Tag: <span>Charter for Racial Justice</span>
Tag: <span>Charter for Racial Justice</span>
Mai Gray
A Methodist and an Activist Mai Gray, the first African-American woman to be president of United Methodist Women, was deeply dedicated both to the Methodist tradition and to fighting segregation. Born in Jackson, Tennessee, in 1922, Gray worked with her husband, a Methodist pastor, to build a coalition of leadership in the Central Jurisdiction, the...

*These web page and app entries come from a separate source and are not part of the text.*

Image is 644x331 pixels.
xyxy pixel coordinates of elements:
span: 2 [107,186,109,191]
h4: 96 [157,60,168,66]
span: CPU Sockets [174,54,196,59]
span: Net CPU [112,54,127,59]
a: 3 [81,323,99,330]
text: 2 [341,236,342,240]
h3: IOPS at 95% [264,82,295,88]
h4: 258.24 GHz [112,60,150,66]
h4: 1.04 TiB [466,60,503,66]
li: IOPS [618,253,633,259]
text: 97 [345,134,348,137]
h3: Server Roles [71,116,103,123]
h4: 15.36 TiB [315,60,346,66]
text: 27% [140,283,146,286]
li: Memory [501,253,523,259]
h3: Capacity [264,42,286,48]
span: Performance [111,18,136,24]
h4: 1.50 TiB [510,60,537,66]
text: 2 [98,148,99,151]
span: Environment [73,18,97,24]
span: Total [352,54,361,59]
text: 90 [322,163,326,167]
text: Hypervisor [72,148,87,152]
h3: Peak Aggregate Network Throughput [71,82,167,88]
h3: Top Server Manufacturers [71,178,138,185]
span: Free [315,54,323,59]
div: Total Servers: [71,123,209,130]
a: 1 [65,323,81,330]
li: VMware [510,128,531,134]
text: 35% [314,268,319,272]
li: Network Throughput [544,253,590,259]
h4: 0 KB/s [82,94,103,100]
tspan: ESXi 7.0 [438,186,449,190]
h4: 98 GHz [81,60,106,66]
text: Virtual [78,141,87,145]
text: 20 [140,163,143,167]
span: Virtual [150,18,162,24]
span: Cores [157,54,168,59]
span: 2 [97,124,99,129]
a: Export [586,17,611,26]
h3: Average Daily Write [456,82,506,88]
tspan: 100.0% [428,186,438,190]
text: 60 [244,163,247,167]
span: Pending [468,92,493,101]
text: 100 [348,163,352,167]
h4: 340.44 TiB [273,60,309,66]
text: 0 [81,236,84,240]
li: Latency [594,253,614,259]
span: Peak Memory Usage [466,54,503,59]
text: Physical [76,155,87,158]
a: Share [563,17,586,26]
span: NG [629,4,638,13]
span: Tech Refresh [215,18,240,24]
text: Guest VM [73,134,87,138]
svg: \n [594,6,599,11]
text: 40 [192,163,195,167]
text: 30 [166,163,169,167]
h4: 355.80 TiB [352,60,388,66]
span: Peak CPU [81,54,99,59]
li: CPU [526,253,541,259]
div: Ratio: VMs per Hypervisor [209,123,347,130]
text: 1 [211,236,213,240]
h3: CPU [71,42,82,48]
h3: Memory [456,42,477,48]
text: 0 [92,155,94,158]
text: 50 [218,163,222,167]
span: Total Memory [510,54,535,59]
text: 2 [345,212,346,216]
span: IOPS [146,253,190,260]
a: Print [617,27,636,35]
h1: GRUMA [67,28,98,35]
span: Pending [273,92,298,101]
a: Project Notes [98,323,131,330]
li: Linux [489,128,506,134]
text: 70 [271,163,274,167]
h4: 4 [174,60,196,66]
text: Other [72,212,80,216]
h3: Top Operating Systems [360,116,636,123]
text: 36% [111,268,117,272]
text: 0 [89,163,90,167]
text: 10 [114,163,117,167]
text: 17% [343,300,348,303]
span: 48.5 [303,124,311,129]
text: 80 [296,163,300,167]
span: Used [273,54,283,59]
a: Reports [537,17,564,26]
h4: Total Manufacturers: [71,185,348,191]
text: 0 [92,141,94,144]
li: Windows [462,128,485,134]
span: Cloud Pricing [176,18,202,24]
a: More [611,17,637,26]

Dorothy Ravenhorst, Peg Tyrrell, and the Charter for Racial Justice
Courageous advocates for racial justice United Methodist Women member Dorothy Ravenhorst was proud when her Virginia Conference Woman’s Society of Christian Service adopted the Charter for Racial Justice in midst of the Civil Rights Movement. “It was during this turbulent time in May 1965 that our conference president, Margaret (Peg) Tyrrell, decided to bring the Charter for Racial Justice forward to...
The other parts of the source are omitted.